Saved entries

__________

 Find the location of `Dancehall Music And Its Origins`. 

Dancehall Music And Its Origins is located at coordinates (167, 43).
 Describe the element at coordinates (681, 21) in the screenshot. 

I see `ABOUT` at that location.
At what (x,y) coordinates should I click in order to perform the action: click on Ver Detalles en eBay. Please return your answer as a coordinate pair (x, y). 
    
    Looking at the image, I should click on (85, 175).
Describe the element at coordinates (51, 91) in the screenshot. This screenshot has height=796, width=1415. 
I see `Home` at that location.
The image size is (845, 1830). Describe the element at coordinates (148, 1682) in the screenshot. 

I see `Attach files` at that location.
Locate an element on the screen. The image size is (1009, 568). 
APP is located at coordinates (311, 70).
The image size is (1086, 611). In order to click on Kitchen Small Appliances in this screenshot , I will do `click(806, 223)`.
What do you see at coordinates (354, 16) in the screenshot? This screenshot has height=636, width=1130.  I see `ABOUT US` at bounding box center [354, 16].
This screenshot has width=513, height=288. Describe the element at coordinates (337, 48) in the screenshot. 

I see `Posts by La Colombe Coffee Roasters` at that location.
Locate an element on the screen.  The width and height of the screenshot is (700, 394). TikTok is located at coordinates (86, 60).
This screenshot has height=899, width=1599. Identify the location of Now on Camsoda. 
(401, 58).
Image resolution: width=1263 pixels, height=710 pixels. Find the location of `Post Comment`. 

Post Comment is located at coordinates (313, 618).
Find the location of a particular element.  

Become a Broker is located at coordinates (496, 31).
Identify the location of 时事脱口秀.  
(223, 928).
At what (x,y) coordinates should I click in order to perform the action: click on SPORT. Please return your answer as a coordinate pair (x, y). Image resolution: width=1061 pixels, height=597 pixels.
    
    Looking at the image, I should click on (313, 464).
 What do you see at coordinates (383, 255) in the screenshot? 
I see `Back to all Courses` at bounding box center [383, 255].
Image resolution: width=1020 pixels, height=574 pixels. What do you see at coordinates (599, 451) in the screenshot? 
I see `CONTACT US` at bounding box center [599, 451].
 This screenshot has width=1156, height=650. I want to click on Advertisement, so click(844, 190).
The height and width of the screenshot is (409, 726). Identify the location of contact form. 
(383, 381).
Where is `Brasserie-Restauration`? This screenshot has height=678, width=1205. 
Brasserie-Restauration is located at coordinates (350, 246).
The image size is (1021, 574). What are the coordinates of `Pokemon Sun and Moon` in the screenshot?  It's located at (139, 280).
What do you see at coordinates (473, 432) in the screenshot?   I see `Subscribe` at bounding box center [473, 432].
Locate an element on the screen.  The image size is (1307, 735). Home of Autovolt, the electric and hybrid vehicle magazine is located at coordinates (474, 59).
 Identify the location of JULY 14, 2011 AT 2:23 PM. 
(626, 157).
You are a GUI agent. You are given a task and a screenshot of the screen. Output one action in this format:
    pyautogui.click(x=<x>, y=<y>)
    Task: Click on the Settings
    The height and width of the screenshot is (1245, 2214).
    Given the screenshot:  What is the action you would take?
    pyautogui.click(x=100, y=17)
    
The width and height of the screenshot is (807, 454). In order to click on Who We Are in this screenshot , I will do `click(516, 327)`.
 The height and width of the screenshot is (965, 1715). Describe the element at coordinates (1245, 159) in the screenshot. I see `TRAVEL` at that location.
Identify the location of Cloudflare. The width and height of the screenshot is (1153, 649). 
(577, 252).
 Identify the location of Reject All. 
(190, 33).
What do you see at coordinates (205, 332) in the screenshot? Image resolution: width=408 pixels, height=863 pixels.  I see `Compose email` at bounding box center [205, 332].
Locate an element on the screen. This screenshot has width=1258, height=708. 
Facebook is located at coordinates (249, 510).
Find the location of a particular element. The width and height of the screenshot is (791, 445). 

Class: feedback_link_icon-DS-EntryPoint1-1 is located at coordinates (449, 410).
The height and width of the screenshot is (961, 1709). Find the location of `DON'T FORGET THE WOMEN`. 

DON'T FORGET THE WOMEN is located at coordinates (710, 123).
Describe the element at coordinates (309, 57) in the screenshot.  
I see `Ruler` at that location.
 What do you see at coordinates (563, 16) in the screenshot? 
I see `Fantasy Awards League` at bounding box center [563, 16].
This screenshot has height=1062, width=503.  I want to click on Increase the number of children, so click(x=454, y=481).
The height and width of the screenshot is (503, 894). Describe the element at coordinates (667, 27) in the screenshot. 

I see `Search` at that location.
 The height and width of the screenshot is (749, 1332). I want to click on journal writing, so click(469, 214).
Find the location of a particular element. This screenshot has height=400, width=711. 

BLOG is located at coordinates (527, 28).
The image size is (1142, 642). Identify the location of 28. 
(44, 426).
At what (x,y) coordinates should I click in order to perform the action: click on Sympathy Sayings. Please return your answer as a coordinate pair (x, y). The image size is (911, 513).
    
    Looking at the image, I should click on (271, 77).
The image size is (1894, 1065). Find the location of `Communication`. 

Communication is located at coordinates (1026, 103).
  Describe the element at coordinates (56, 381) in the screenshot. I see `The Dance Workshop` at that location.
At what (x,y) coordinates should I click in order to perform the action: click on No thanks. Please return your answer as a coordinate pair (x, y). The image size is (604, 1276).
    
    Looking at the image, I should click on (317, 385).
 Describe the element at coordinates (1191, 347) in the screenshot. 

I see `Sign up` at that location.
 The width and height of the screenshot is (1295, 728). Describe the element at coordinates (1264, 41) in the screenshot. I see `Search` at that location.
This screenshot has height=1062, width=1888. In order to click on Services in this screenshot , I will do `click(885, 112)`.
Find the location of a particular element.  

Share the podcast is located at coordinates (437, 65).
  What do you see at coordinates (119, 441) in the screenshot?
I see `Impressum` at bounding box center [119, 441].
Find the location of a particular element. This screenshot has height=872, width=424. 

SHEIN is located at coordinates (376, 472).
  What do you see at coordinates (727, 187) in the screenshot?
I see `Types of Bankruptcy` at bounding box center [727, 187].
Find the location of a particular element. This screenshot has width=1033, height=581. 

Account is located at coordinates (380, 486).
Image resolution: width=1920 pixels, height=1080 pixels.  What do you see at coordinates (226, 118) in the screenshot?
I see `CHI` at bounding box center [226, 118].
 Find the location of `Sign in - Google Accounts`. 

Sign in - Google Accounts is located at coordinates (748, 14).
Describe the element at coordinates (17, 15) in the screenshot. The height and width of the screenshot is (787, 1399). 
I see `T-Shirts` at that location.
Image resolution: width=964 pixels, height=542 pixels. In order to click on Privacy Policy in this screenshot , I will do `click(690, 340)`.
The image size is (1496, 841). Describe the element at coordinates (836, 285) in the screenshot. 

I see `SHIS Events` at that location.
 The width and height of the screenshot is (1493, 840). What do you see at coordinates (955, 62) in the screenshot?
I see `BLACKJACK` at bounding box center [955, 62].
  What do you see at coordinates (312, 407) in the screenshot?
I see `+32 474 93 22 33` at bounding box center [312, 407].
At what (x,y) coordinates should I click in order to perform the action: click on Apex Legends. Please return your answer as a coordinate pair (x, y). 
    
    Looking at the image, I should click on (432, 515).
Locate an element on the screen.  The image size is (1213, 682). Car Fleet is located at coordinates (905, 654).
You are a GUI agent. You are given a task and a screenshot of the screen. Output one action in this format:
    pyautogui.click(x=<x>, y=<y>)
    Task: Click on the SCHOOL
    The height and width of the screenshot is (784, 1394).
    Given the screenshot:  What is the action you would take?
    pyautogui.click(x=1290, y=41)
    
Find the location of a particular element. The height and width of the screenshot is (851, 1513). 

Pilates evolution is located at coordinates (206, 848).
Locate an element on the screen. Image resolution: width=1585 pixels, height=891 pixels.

__________

■ EXERCISE DETAILS
Nothing in the data above should change. Please copy it all.

■ SOLUTION BELOW
 Find the location of `Dancehall Music And Its Origins`. 

Dancehall Music And Its Origins is located at coordinates (167, 43).
 Describe the element at coordinates (681, 21) in the screenshot. 

I see `ABOUT` at that location.
At what (x,y) coordinates should I click in order to perform the action: click on Ver Detalles en eBay. Please return your answer as a coordinate pair (x, y). 
    
    Looking at the image, I should click on (85, 175).
Describe the element at coordinates (51, 91) in the screenshot. This screenshot has height=796, width=1415. 
I see `Home` at that location.
The image size is (845, 1830). Describe the element at coordinates (148, 1682) in the screenshot. 

I see `Attach files` at that location.
Locate an element on the screen. The image size is (1009, 568). 
APP is located at coordinates (311, 70).
The image size is (1086, 611). In order to click on Kitchen Small Appliances in this screenshot , I will do `click(806, 223)`.
What do you see at coordinates (354, 16) in the screenshot? This screenshot has height=636, width=1130.  I see `ABOUT US` at bounding box center [354, 16].
This screenshot has width=513, height=288. Describe the element at coordinates (337, 48) in the screenshot. 

I see `Posts by La Colombe Coffee Roasters` at that location.
Locate an element on the screen.  The width and height of the screenshot is (700, 394). TikTok is located at coordinates (86, 60).
This screenshot has height=899, width=1599. Identify the location of Now on Camsoda. 
(401, 58).
Image resolution: width=1263 pixels, height=710 pixels. Find the location of `Post Comment`. 

Post Comment is located at coordinates (313, 618).
Find the location of a particular element.  

Become a Broker is located at coordinates (496, 31).
Identify the location of 时事脱口秀.  
(223, 928).
At what (x,y) coordinates should I click in order to perform the action: click on SPORT. Please return your answer as a coordinate pair (x, y). Image resolution: width=1061 pixels, height=597 pixels.
    
    Looking at the image, I should click on (313, 464).
 What do you see at coordinates (383, 255) in the screenshot? 
I see `Back to all Courses` at bounding box center [383, 255].
Image resolution: width=1020 pixels, height=574 pixels. What do you see at coordinates (599, 451) in the screenshot? 
I see `CONTACT US` at bounding box center [599, 451].
 This screenshot has width=1156, height=650. I want to click on Advertisement, so click(844, 190).
The height and width of the screenshot is (409, 726). Identify the location of contact form. 
(383, 381).
Where is `Brasserie-Restauration`? This screenshot has height=678, width=1205. 
Brasserie-Restauration is located at coordinates (350, 246).
The image size is (1021, 574). What are the coordinates of `Pokemon Sun and Moon` in the screenshot?  It's located at (139, 280).
What do you see at coordinates (473, 432) in the screenshot?   I see `Subscribe` at bounding box center [473, 432].
Locate an element on the screen.  The image size is (1307, 735). Home of Autovolt, the electric and hybrid vehicle magazine is located at coordinates (474, 59).
 Identify the location of JULY 14, 2011 AT 2:23 PM. 
(626, 157).
You are a GUI agent. You are given a task and a screenshot of the screen. Output one action in this format:
    pyautogui.click(x=<x>, y=<y>)
    Task: Click on the Settings
    The height and width of the screenshot is (1245, 2214).
    Given the screenshot:  What is the action you would take?
    pyautogui.click(x=100, y=17)
    
The width and height of the screenshot is (807, 454). In order to click on Who We Are in this screenshot , I will do `click(516, 327)`.
 The height and width of the screenshot is (965, 1715). Describe the element at coordinates (1245, 159) in the screenshot. I see `TRAVEL` at that location.
Identify the location of Cloudflare. The width and height of the screenshot is (1153, 649). 
(577, 252).
 Identify the location of Reject All. 
(190, 33).
What do you see at coordinates (205, 332) in the screenshot? Image resolution: width=408 pixels, height=863 pixels.  I see `Compose email` at bounding box center [205, 332].
Locate an element on the screen. This screenshot has width=1258, height=708. 
Facebook is located at coordinates (249, 510).
Find the location of a particular element. The width and height of the screenshot is (791, 445). 

Class: feedback_link_icon-DS-EntryPoint1-1 is located at coordinates (449, 410).
The height and width of the screenshot is (961, 1709). Find the location of `DON'T FORGET THE WOMEN`. 

DON'T FORGET THE WOMEN is located at coordinates (710, 123).
Describe the element at coordinates (309, 57) in the screenshot.  
I see `Ruler` at that location.
 What do you see at coordinates (563, 16) in the screenshot? 
I see `Fantasy Awards League` at bounding box center [563, 16].
This screenshot has height=1062, width=503.  I want to click on Increase the number of children, so click(x=454, y=481).
The height and width of the screenshot is (503, 894). Describe the element at coordinates (667, 27) in the screenshot. 

I see `Search` at that location.
 The height and width of the screenshot is (749, 1332). I want to click on journal writing, so click(469, 214).
Find the location of a particular element. This screenshot has height=400, width=711. 

BLOG is located at coordinates (527, 28).
The image size is (1142, 642). Identify the location of 28. 
(44, 426).
At what (x,y) coordinates should I click in order to perform the action: click on Sympathy Sayings. Please return your answer as a coordinate pair (x, y). The image size is (911, 513).
    
    Looking at the image, I should click on (271, 77).
The image size is (1894, 1065). Find the location of `Communication`. 

Communication is located at coordinates (1026, 103).
  Describe the element at coordinates (56, 381) in the screenshot. I see `The Dance Workshop` at that location.
At what (x,y) coordinates should I click in order to perform the action: click on No thanks. Please return your answer as a coordinate pair (x, y). The image size is (604, 1276).
    
    Looking at the image, I should click on (317, 385).
 Describe the element at coordinates (1191, 347) in the screenshot. 

I see `Sign up` at that location.
 The width and height of the screenshot is (1295, 728). Describe the element at coordinates (1264, 41) in the screenshot. I see `Search` at that location.
This screenshot has height=1062, width=1888. In order to click on Services in this screenshot , I will do `click(885, 112)`.
Find the location of a particular element.  

Share the podcast is located at coordinates (437, 65).
  What do you see at coordinates (119, 441) in the screenshot?
I see `Impressum` at bounding box center [119, 441].
Find the location of a particular element. This screenshot has height=872, width=424. 

SHEIN is located at coordinates (376, 472).
  What do you see at coordinates (727, 187) in the screenshot?
I see `Types of Bankruptcy` at bounding box center [727, 187].
Find the location of a particular element. This screenshot has width=1033, height=581. 

Account is located at coordinates (380, 486).
Image resolution: width=1920 pixels, height=1080 pixels.  What do you see at coordinates (226, 118) in the screenshot?
I see `CHI` at bounding box center [226, 118].
 Find the location of `Sign in - Google Accounts`. 

Sign in - Google Accounts is located at coordinates (748, 14).
Describe the element at coordinates (17, 15) in the screenshot. The height and width of the screenshot is (787, 1399). 
I see `T-Shirts` at that location.
Image resolution: width=964 pixels, height=542 pixels. In order to click on Privacy Policy in this screenshot , I will do `click(690, 340)`.
The image size is (1496, 841). Describe the element at coordinates (836, 285) in the screenshot. 

I see `SHIS Events` at that location.
 The width and height of the screenshot is (1493, 840). What do you see at coordinates (955, 62) in the screenshot?
I see `BLACKJACK` at bounding box center [955, 62].
  What do you see at coordinates (312, 407) in the screenshot?
I see `+32 474 93 22 33` at bounding box center [312, 407].
At what (x,y) coordinates should I click in order to perform the action: click on Apex Legends. Please return your answer as a coordinate pair (x, y). 
    
    Looking at the image, I should click on (432, 515).
Locate an element on the screen.  The image size is (1213, 682). Car Fleet is located at coordinates (905, 654).
You are a GUI agent. You are given a task and a screenshot of the screen. Output one action in this format:
    pyautogui.click(x=<x>, y=<y>)
    Task: Click on the SCHOOL
    The height and width of the screenshot is (784, 1394).
    Given the screenshot:  What is the action you would take?
    pyautogui.click(x=1290, y=41)
    
Find the location of a particular element. The height and width of the screenshot is (851, 1513). 

Pilates evolution is located at coordinates (206, 848).
Locate an element on the screen. Image resolution: width=1585 pixels, height=891 pixels.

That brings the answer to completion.